JUNE

TWENTY-THIRD

THE TRUTH.

A violent riot by operatives in a Japanese-owned cotton mill at Shanghai, in May, 1925, resulted in the death of a Chinese workman who was killed by a Japanese overseer. The incident was fraught with misfortune. The events that followed were tinged with a bitterness out of all proportion to any real injury suffered. The occasion was seized for proclaiming as a shibboleth the new sentiment of patriotism or nationalism, which is being rigorously exploited by Russian Bolsheviks who, outwardly, are more blatant Chinese patriots than the Chinese themselves.
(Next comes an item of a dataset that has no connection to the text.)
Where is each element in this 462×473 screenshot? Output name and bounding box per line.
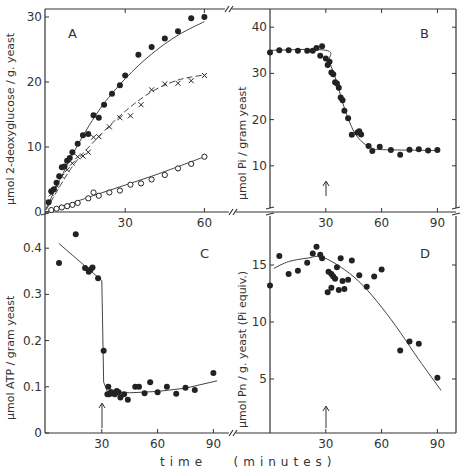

At Tsingtao, on the 29th May, 1925, the Japanese mills were attacked, and the Chinese gendarmerie at that place were unable to disperse the rioters without the effective use of firearms, two rioters being killed and several wounded. On May 30th occurred at Shanghai the regrettable incidents which put a match to elements already in a state of combustion. It almost seemed that the strange concatenation of events was brought about with the curious irrelevance of things prepared by an unkind Fate. At Louza Police Station, which was assaulted and burnt by a mob in 1995, was violently born a new order, spreading abroad a contagion of semi-hysterical excitement and hatred.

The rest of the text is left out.